Countrymen, the long experience of our late miseries I hope is sufficient to persuade everyone to a present correction of himself, And think not that either my pains nor the adventurers' purses will ever maintain you in idleness and sloth...

...the greater part must be more industrious, or starve...

You must obey this now for a law, that he that will not work shall not eat (except by sickness he be disabled). For the labors of thirty or forty honest and industrious men shall not be consumed to maintain a hundred and fifty idle loiterers.[4]

Soviet Union

The motto in a 1920s Soviet poster

According to Lenin, “He who does not work shall not eat” is a necessary principle under socialism, the preliminary phase of the evolution towards communist society. The phrase appears in his 1917 work, The State and Revolution. Through this slogan Lenin explains that in socialist states only productive individuals could be allowed access to the articles of consumption.

The socialist principle, "He who does not work shall not eat", is already realized; the other socialist principle, "An equal amount of products for an equal amount of labor", is also already realized. But this is not yet communism, and it does not yet abolish "bourgeois law", which gives unequal individuals, in return for unequal (really unequal) amounts of labor, equal amounts of products.

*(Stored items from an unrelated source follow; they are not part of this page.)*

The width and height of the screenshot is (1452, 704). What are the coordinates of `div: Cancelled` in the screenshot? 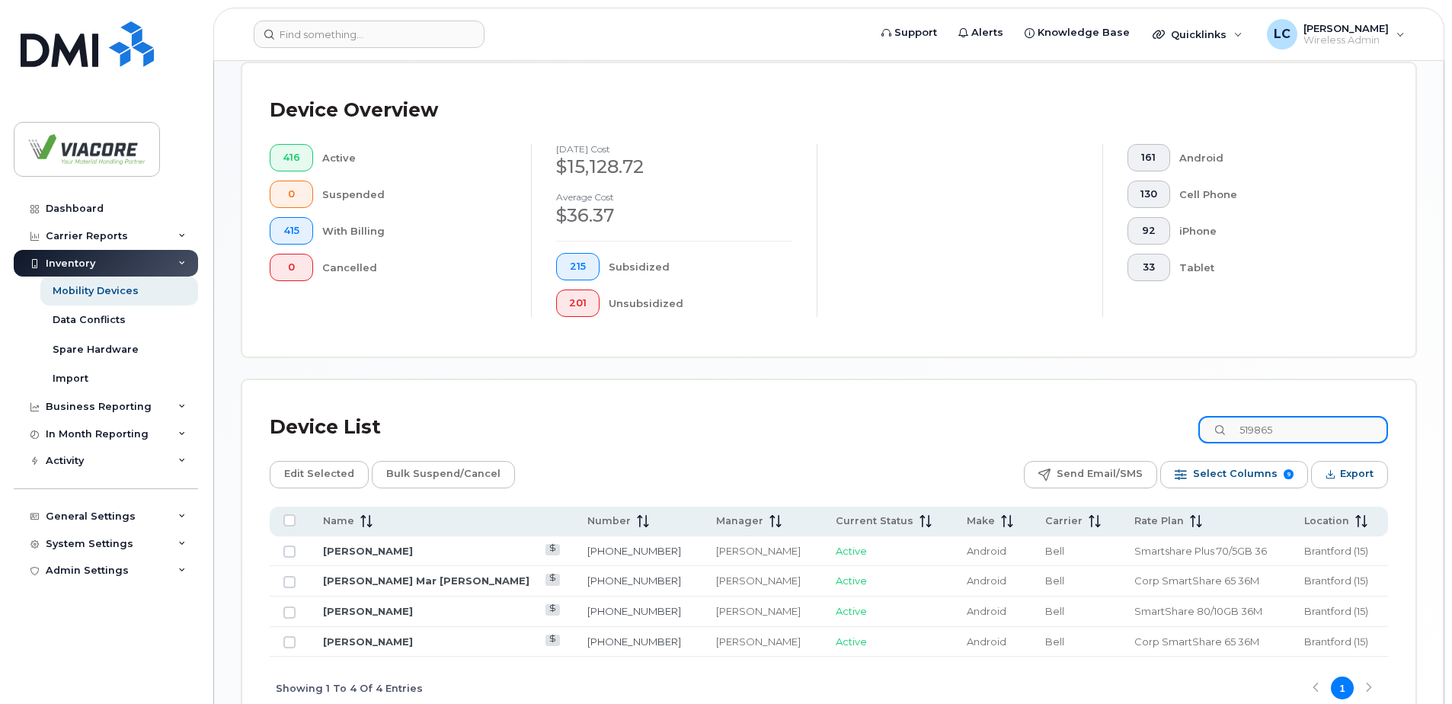 It's located at (414, 267).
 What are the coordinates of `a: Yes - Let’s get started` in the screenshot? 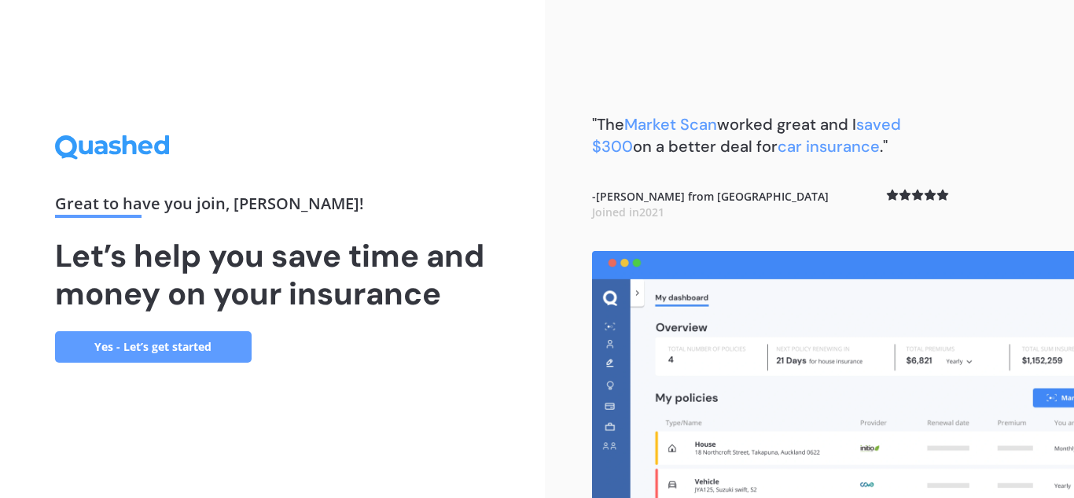 It's located at (153, 347).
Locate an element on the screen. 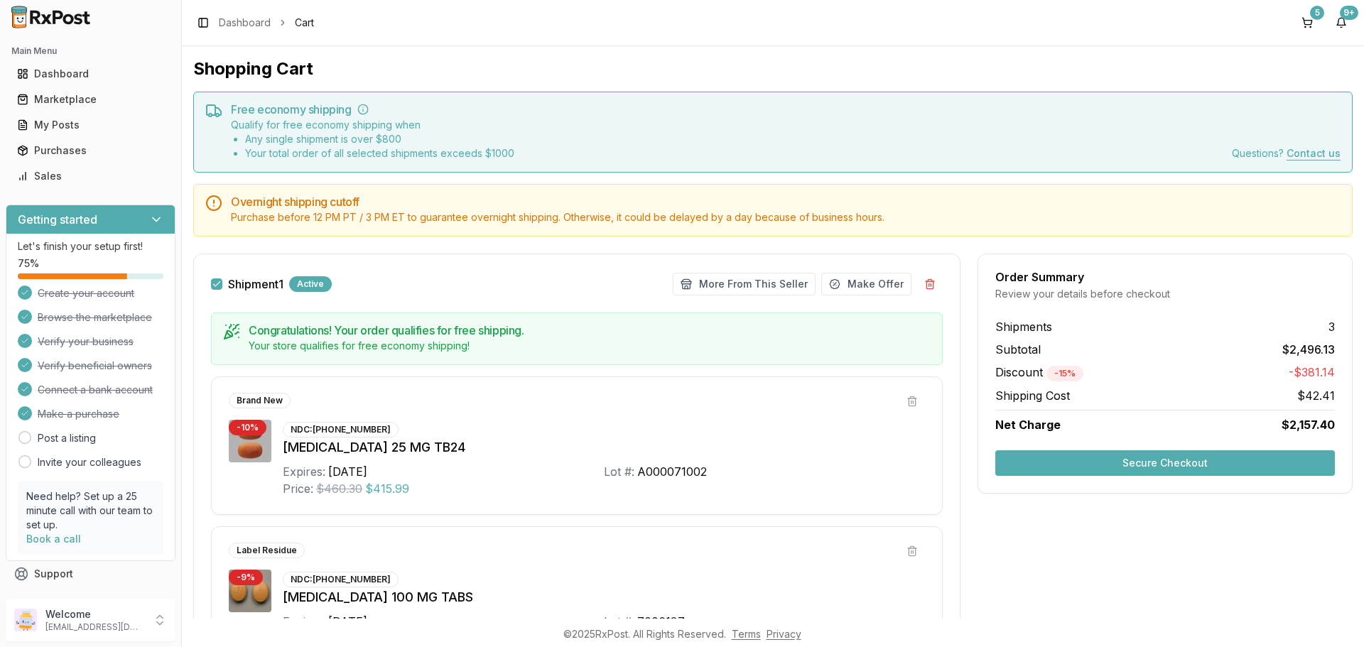  button: More From This Seller is located at coordinates (744, 284).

This is a “defect”, says Marx, but it is unavoidable in the first phase of communism; for if we are not to indulge in utopianism, we must not think that having overthrown capitalism people will at once learn to work for society without any rules of law. (Chapter 5, Section 3, “The First Phase of Communist Society”)

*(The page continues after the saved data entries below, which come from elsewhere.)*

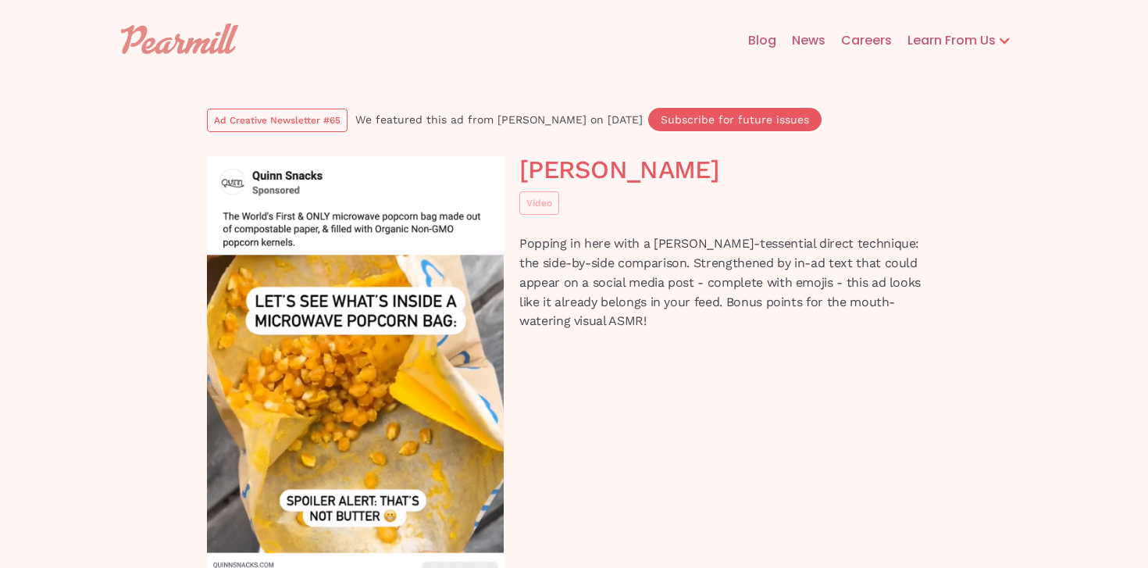 The image size is (1148, 568). I want to click on a: Ad Creative Newsletter #65, so click(277, 120).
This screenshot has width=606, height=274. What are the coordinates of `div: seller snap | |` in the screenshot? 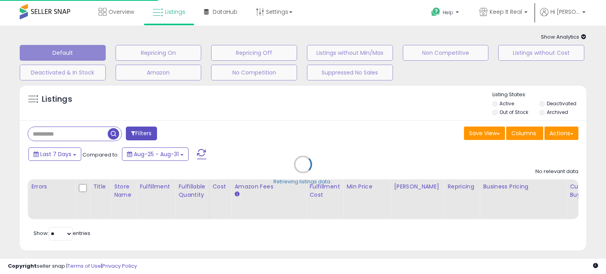 It's located at (72, 266).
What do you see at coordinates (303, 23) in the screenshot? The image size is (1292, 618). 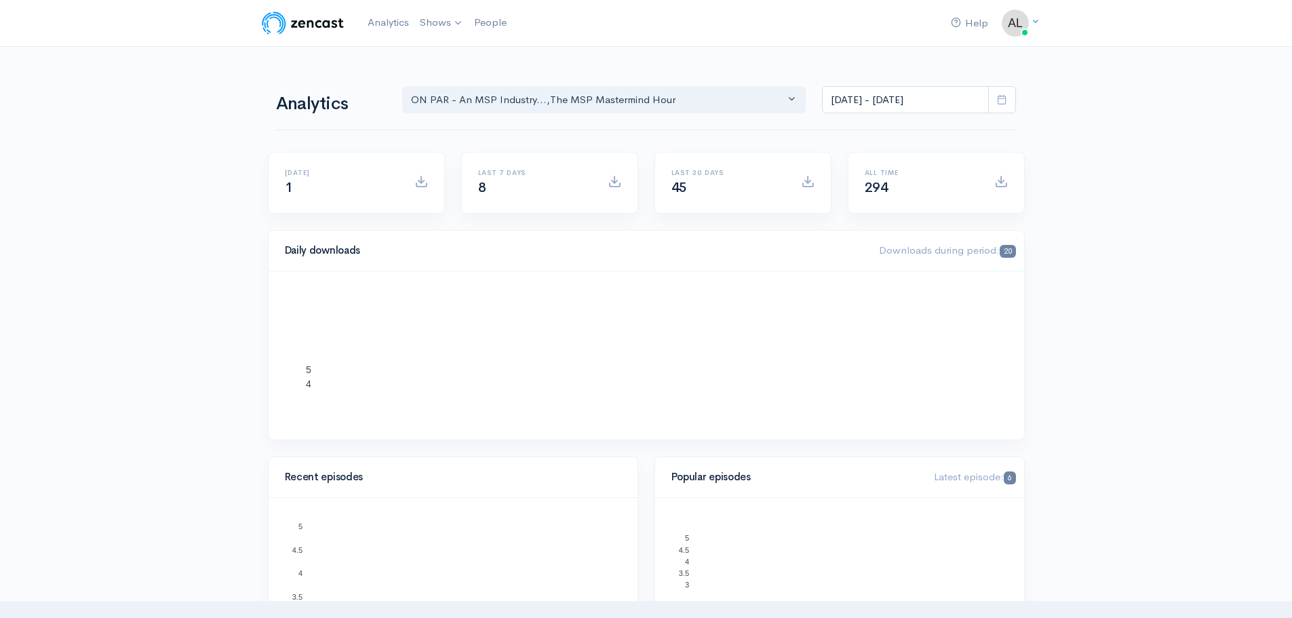 I see `img: ZenCast Logo` at bounding box center [303, 23].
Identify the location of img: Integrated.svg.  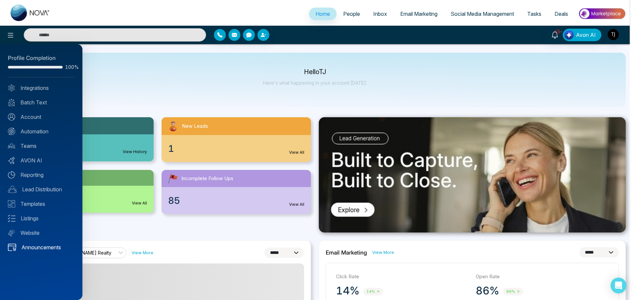
(12, 88).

In accordance with Lenin’s understanding of the socialist state, article twelve of the 1936 Soviet Constitution states:

In the USSR work is a duty and a matter of honor for every able-bodied citizen, in accordance with the principle: “He who does not work, neither shall he eat.”

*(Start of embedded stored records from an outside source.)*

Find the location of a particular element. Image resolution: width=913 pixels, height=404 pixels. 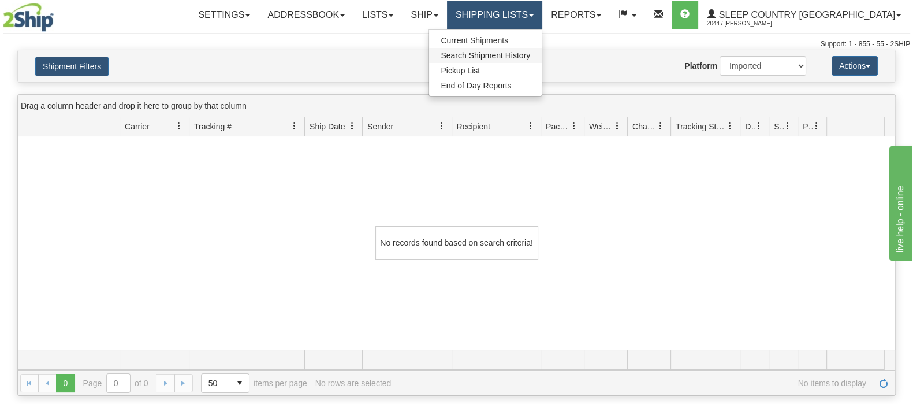

span: items per page is located at coordinates (254, 383).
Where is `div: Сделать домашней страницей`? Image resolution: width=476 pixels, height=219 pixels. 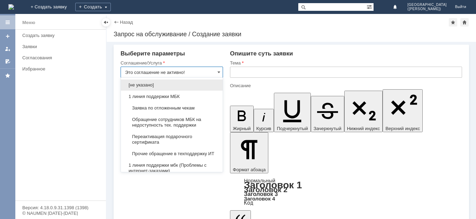 div: Сделать домашней страницей is located at coordinates (465, 22).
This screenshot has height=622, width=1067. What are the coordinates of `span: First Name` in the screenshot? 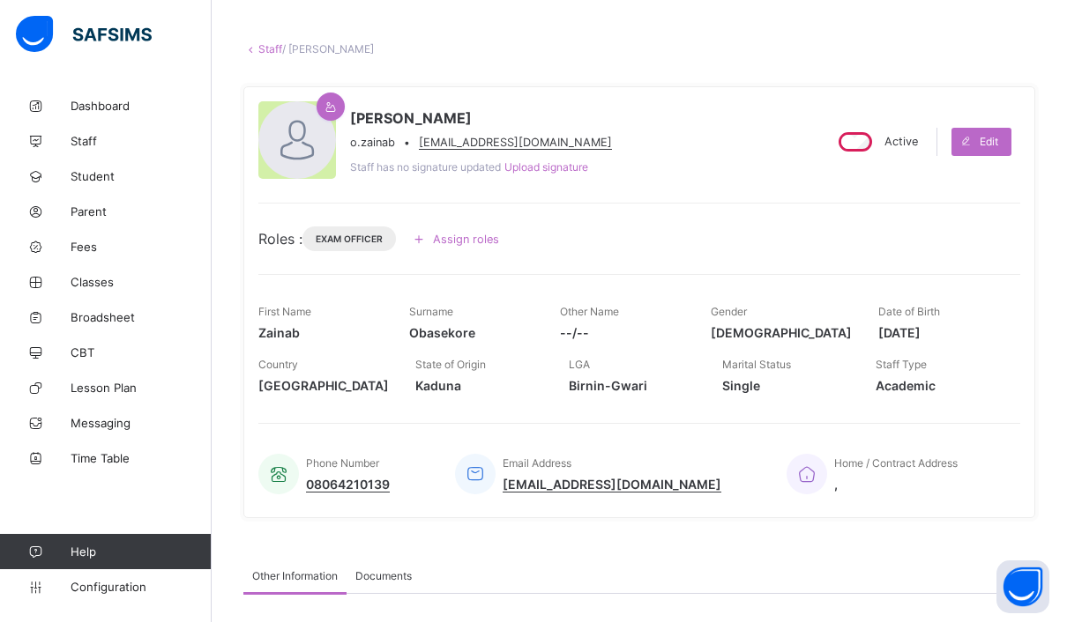 It's located at (285, 311).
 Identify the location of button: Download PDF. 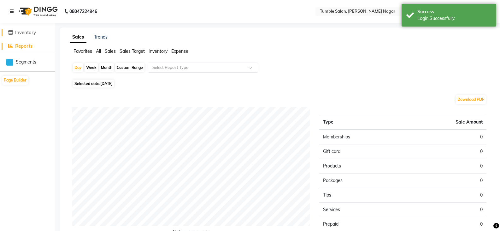
(471, 99).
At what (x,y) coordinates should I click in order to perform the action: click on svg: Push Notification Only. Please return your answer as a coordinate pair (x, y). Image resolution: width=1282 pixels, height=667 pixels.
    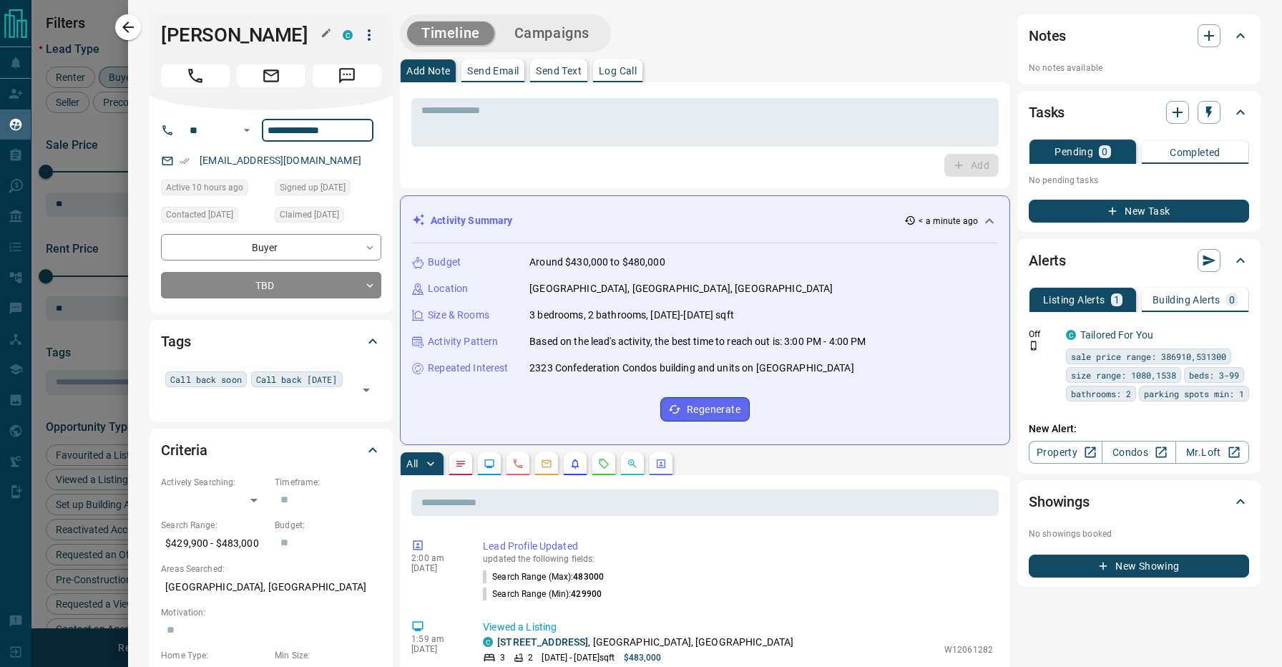
    Looking at the image, I should click on (1034, 346).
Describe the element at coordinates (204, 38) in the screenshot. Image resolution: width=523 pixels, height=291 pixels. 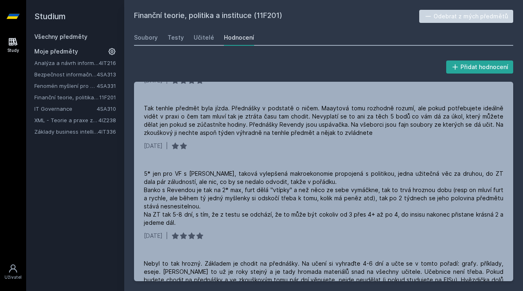
I see `div: Učitelé` at that location.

In Lenin’s writing, this was not so much directed at lazy or unproductive workers,[5][6] but rather the bourgeoisie. (Marxist theory defines the bourgeoisie as the group of those who buy the labor-power of workers and engage it in the process of production, deriving profits from the surplus value thus expropriated. Once communism was realised, that is, after the abolition of property and the law of value, no-one would live off the labor of others.[7])

Neither did the principle apply to those rendered incapable of work by old age or disability. These groups would have a right to society's products because they were not at fault for their condition. The elderly, in particular, had worked during their youth, and so could not be denied life’s basic necessities. The Soviet state would then, at least theoretically, provide a basic level of social security.[8]

The principle was enunciated in the Russian Constitution of 1918.

Leon Trotsky wrote that: "The old principle: who does not work shall not eat, has been replaced with a new one: who does not obey shall not eat."[9][10]

See also

Notes

  1. 2 Thessalonians 3:10
  2. King James Bible
  3. American Standard Bible
  4. John Thompson, The Journals of Captain John Smith: A Jamestown Biography, ISBN 1426200552, 2007, p. 139
  5. Vladimir Lenin. "How to Organise Competition?". Collected Works. 26. Progress Publishers. pp. 404–15.
  6. Vladimir Lenin (22 May 1918). "Letter to the Petrograd Soviet". On The Famine.
  7. Richard D. Wolff and Stephen Resnick (2002). Class Theory and History. New York: Routledge.
  8. "Social Security in the Soviet Union". country-data.com.
  9. Somin, Ilya (November 5, 2009). "The Evil of Leon Trotsky Revisited". The Volokh Conspiracy. Retrieved April 20, 2015.
  10. Leon Trotsky (1936) The Revolution Betrayed Chapter 11: Whither the Soviet Union?